On July 10, the Senate Appropriations Committee unanimously voted its version of the FY2026 Agriculture Food and Drug Administration (FDA) spending bill out of committee, allocating $7 billion to the FDA. This represents essentially level funding with FY2025 levels. The House Appropriations Committee advanced a $6.8 billion FDA budget last month that aligned more closely with the administrationβs requested levels and policies.
Next Steps
The Senate bill must still go to the Senate floor to be voted on by the full Senate. During that process, the bill could be amended, though major changes to top line numbers are unlikely. There is no timeline announced yet for when that will happen. Once the bills are passed, the House and Senate Appropriators will need to negotiate a joint version of the bill, likely through a conference committee.
While the top line budget numbers do not sound dramatically different from the House version, the bills are over $200 million dollars apart in spending levels with noteworthy policy differences that will need to be ironed out. The Senate Committee version of the bill, for instance, instructs FDA to lift hiring restrictions for scientists, product reviewers, and inspectors within 30 days of enactment, a provision not included in the House bill.
Blood Center Implications
Important report language for blood centers is included encouraging FDA to continue to monitor the impact of revised donor deferral policy. This language should allow blood centers to urge the agency to continue important monitoring programs such as Transfusion-Transmissible Infection Monitoring System (TTIMS). It also contains language urging FDA to modify guidance to allow for the use of pathogen reduction in lieu of certain donor deferrals. As noted, all of these policy changes would need to be incorporated into a single bill that passes both chambers.
Additional Appropriations of Note
In addition to the funding for FDA, ABC is monitoring other spending bills for potential impacts on blood centers, including the Homeland security bill, which includes funding for the Cybersecurity & Infrastructure Security Agency (CISA), as well as the Labor/HHS spending bill which includes funding broadly including public health and divisions of HHS that support the blood supply, including BARDA.
The Broader Picture
The FDA bill is one of 12 appropriations bills that would need to pass before October 1 to avoid the need for a continuing resolution (CR) or face a government shutdown. However, it is important to note that this process of passing all 12 appropriations bills prior to the new fiscal year without requiring any CRs hasnβt occurred since 1996 (to fund FY1997). This year, political discord may make coming to the necessary agreement to fund the government a more challenging prospect. It is widely anticipated that some CRs will be required, and ultimately the spending bills will likely be passed through larger omnibus bills that lump together multiple spending bills. However, it is unclear at this time exactly what that process or timeline will look like.
ABC will continue to monitor this as it moves through the process.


> _YOUR GOAL_:
Please copy the data below exactly; none of the pictures in it belong in the copy.

> _DATA UNDER STUDY_:
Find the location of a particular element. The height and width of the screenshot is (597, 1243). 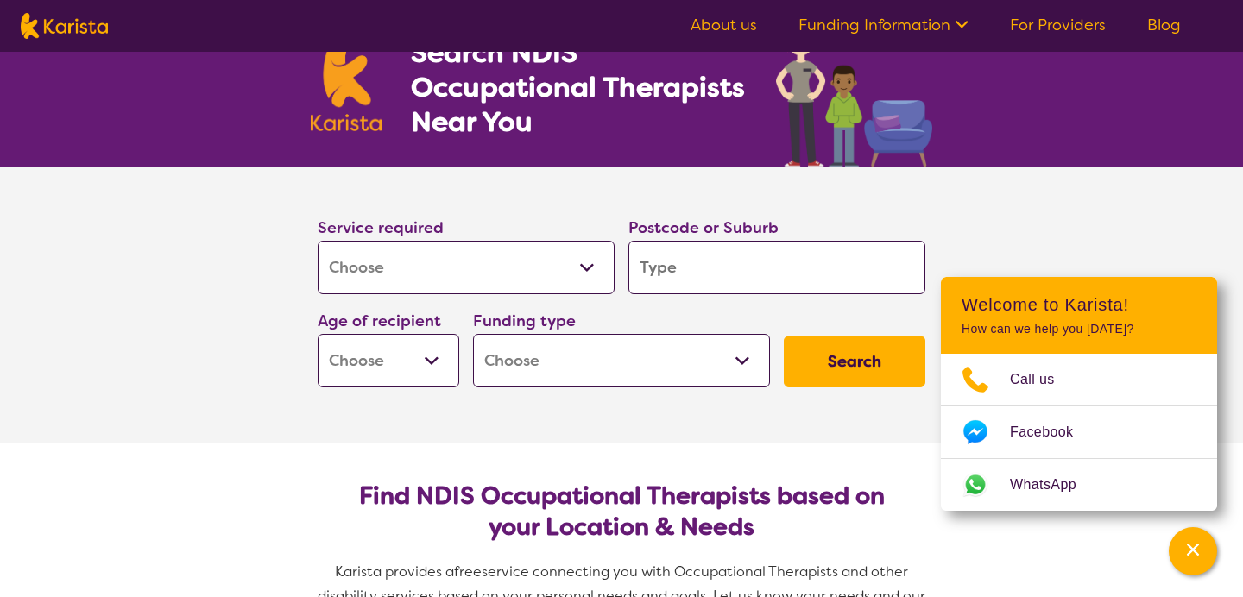

label: Age of recipient is located at coordinates (379, 321).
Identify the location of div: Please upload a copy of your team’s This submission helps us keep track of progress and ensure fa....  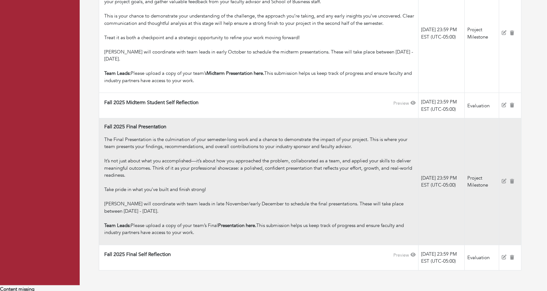
(260, 77).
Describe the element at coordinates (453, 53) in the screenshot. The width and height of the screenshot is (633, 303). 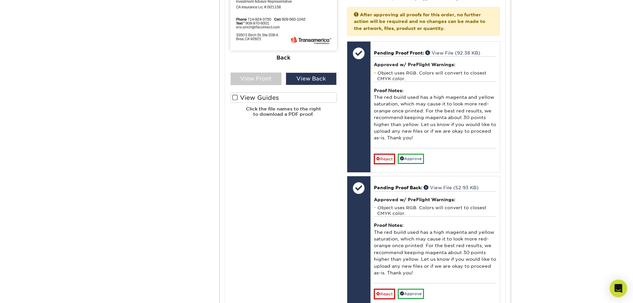
I see `a: View File (92.38 KB)` at that location.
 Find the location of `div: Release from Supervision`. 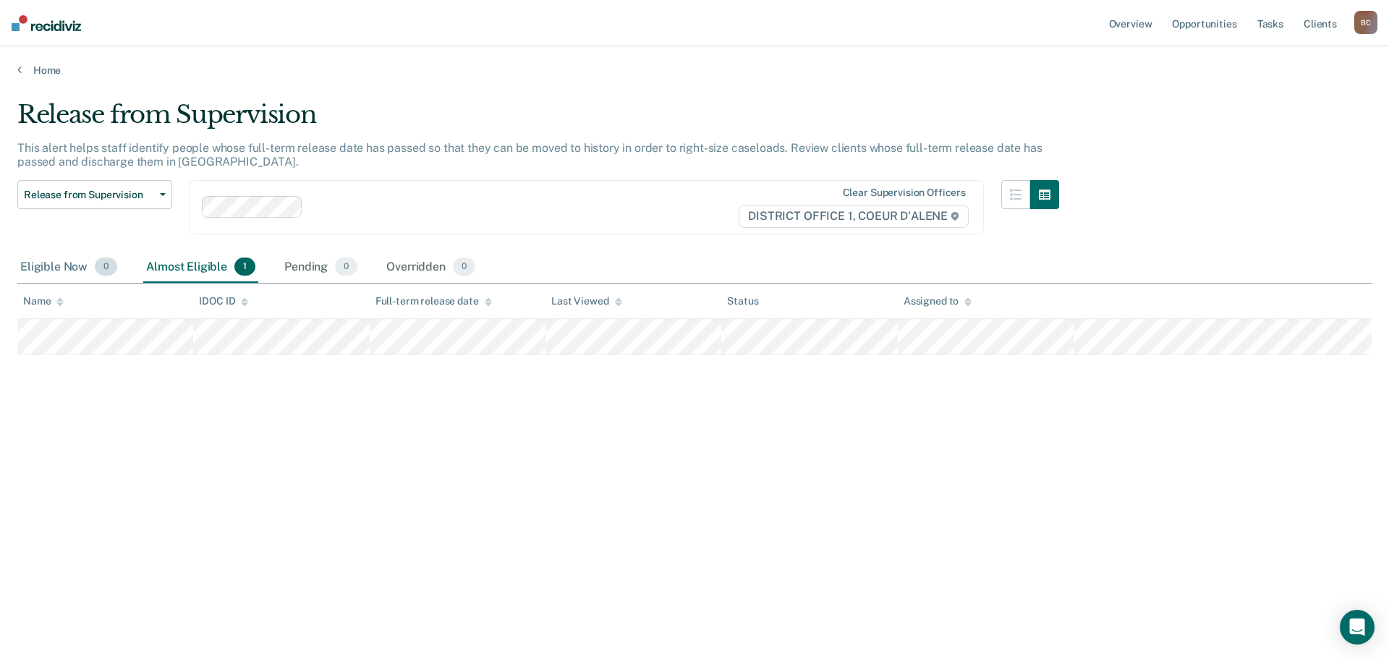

> _RESPONSE BELOW_:
Find the location of a particular element. The height and width of the screenshot is (597, 1243). 

label: Age of recipient is located at coordinates (379, 321).
Identify the location of div: Please upload a copy of your team’s This submission helps us keep track of progress and ensure fa....  
(260, 77).
Describe the element at coordinates (453, 53) in the screenshot. The width and height of the screenshot is (633, 303). 
I see `a: View File (92.38 KB)` at that location.
 Find the location of `div: Release from Supervision`. 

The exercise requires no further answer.